Of course it can fail saving throws
If it couldn't fail a saving throw, it wouldn't have specified the text you quoted:
If [your echo] has to make a saving throw, it uses your saving throw bonus for the roll.
The fact that a situation is envisaged where a saving throw needs to be made, means it can make, and fail, saving throws.
"Ok... but that doesn't answer my question."
Your question's premise is that the echo is not a creature. This is a frame challenge to that premise in your question. As argued in my answer to the linked question, the echo is a creature:
To start with, creature is not a strictly defined term in the game. Since D&D 5e uses natural language as opposed to strictly defined language, we need to figure out whether or not it "walks like a duck" so to speak.
But we have some clues it should be counted as a creature:
- It has an AC and Hit Point(s), so it can be hit and interacted with
- It has explicit immunity to all conditions
The second point is important, as conditions are described as (emphasis mine):
Conditions alter a creature's capabilities in a variety of ways [...].
If it's not counted as a creature, then it doesn't need to have the immunity specified, but it does, so it must be capable of being targeted by conditions. Ergo it is a creature, and is affected by all things that creatures are.
Since, it's a creature for the purposes of the rules, it can make and fail all the same saving throws a creature can.
But what if I don't agree that it's a creature?
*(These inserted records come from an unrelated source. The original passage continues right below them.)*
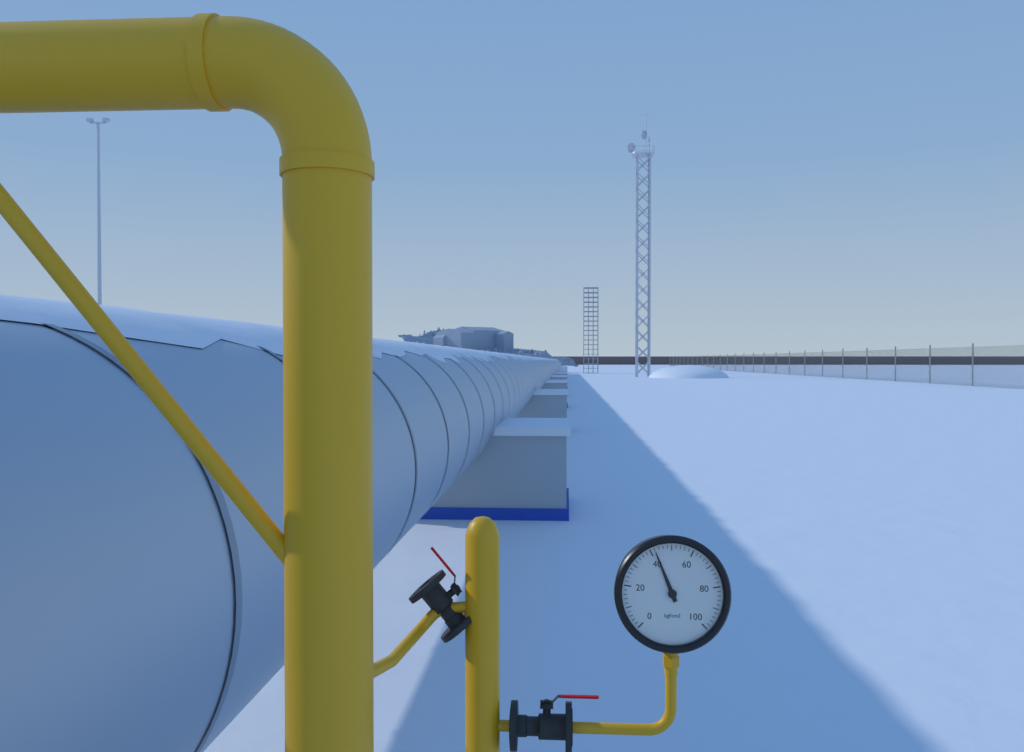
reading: 42 kgf/cm2
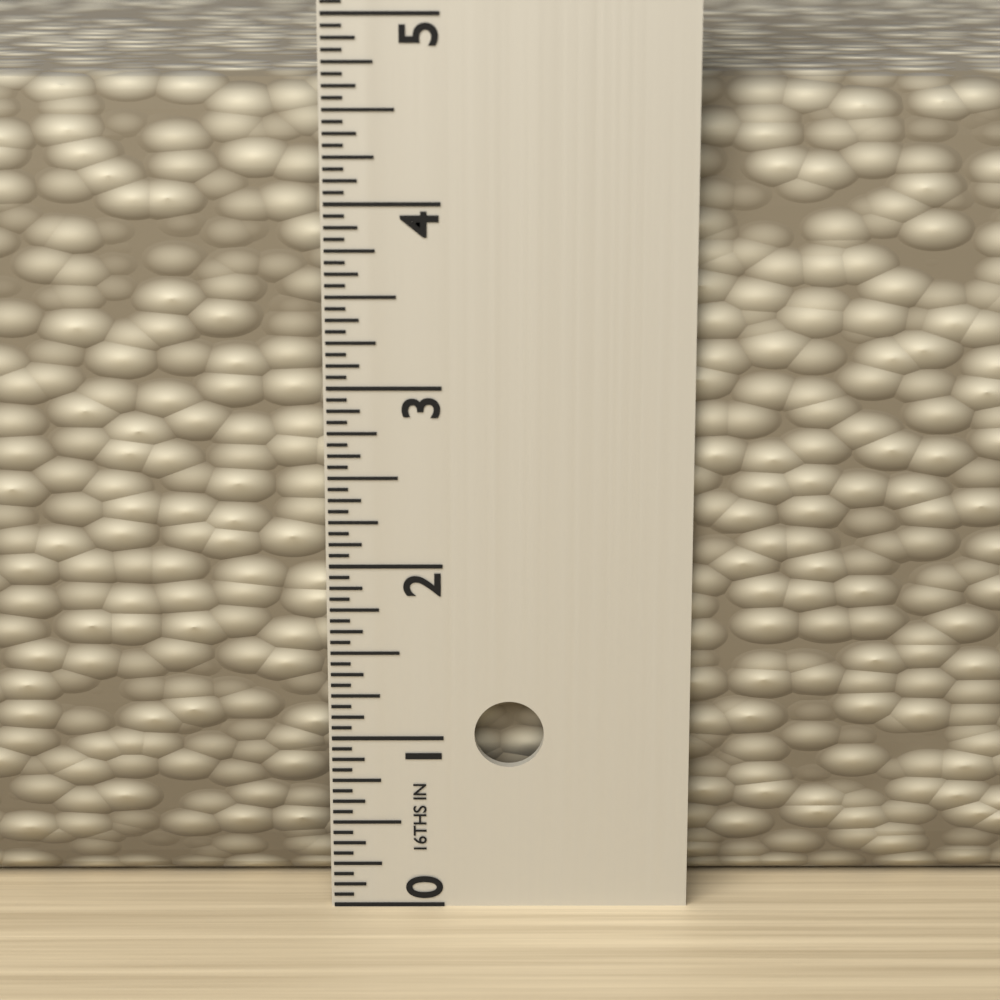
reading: 4.6250 in
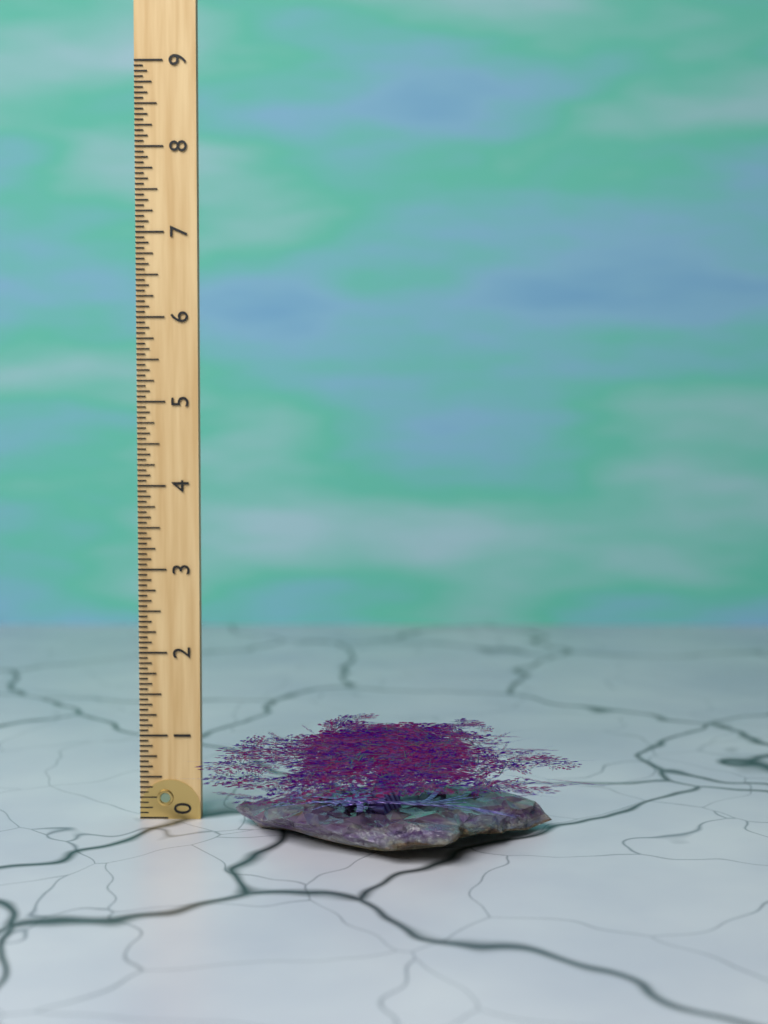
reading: 1.3750 (no unit)
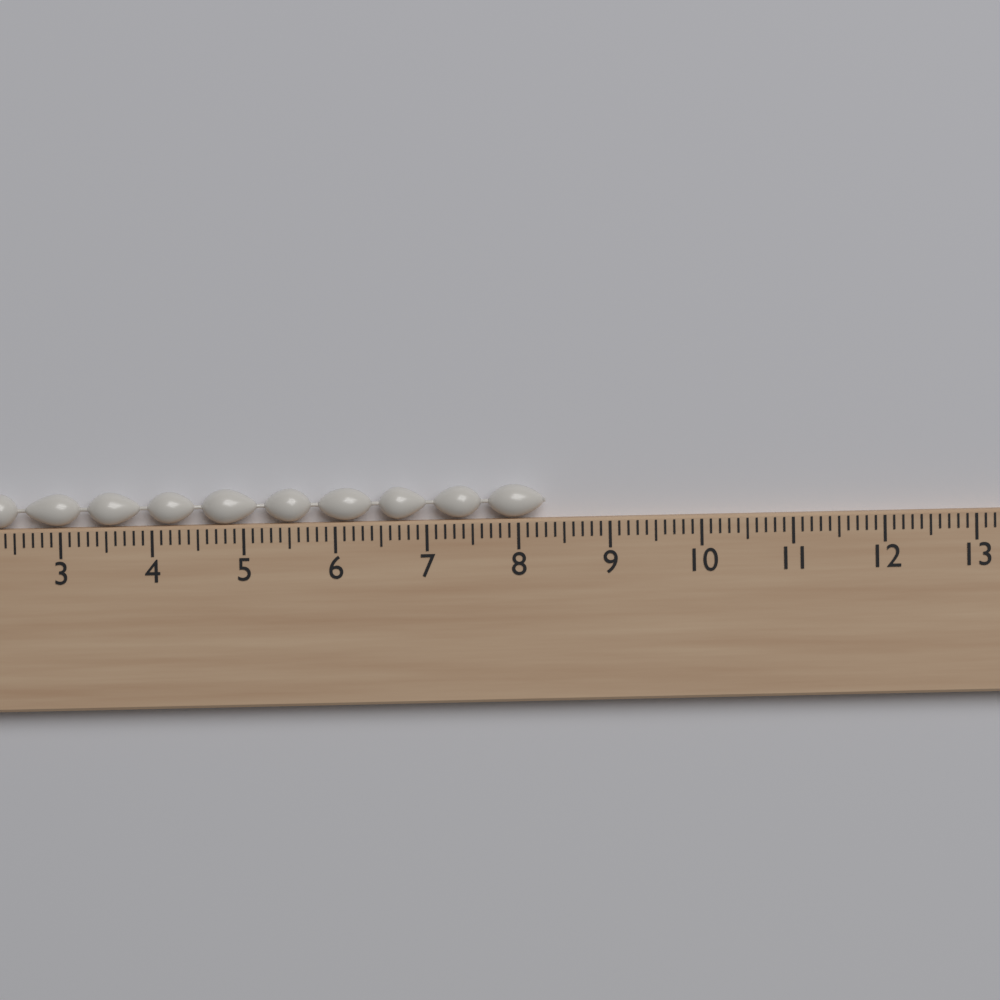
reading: 8.3 cm
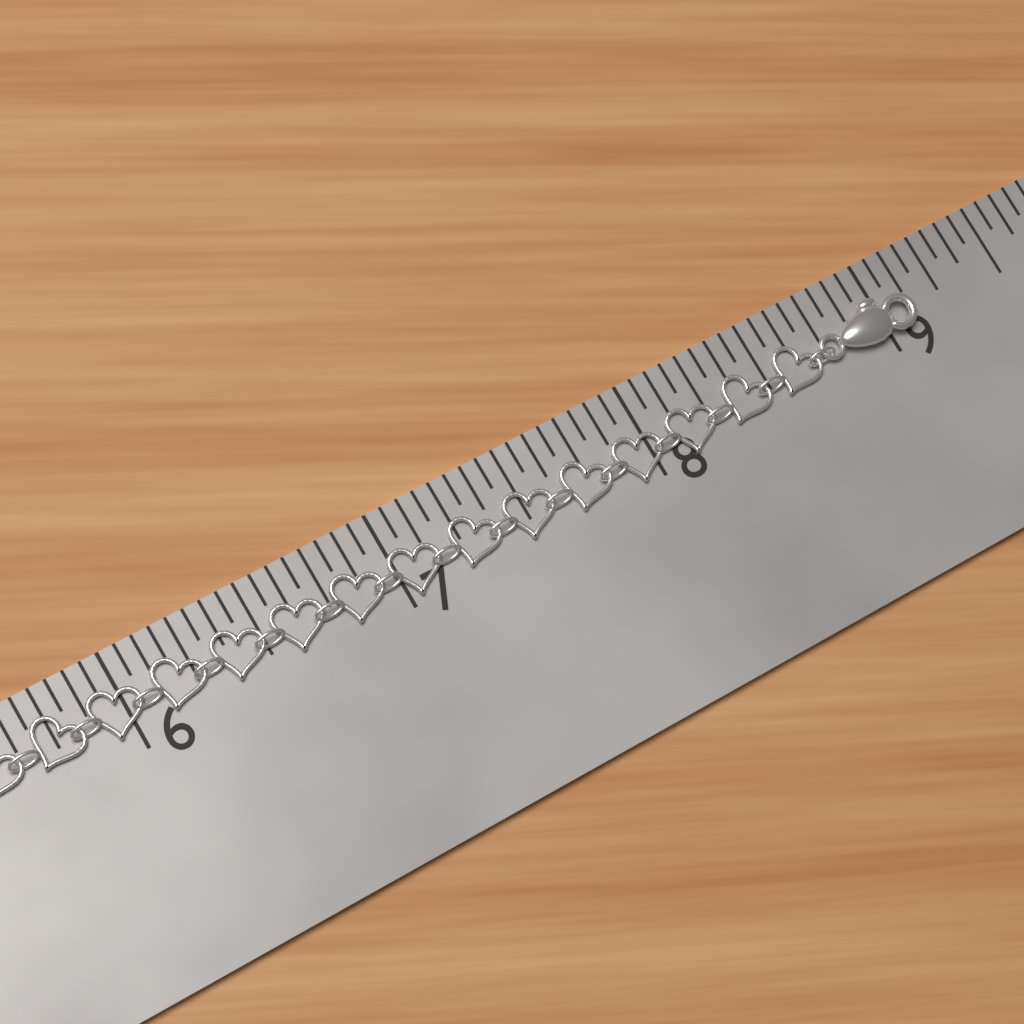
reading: 9.1250 in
Mechanically, for the purposes of fireball, it doesn't matter. The text of the spell also has this paragraph:
The fire spreads around corners. It ignites flammable objects in the area that aren't being worn or carried.
If it's not a creature, it is most certainly an object (since it has hit points). It is not being worn or carried. So, is it flammable?
It doesn't say it isn't flammable, and most objects are flammable, so being non-flammable is an exceptional thing, and thus would need to be specified in the rules as an exception, which it isn't.
Therefore, the echo is flammable, and is automatically set on fire by fireball. Being on fire, causes fire damage, and the minimum amount of damage possible from being on fire is 1 hp of damage. Coincidentally, this is exactly the amount of HP an echo has, and therefore fireball destroys any echos that are in its area.
But it says it's an "image"?!
Just because something is an image, doesn't mean it's not flammable. Nitrite film holds images and is most certainly flammable. A picture in a picture frame is an image, and is most certainly also flammable.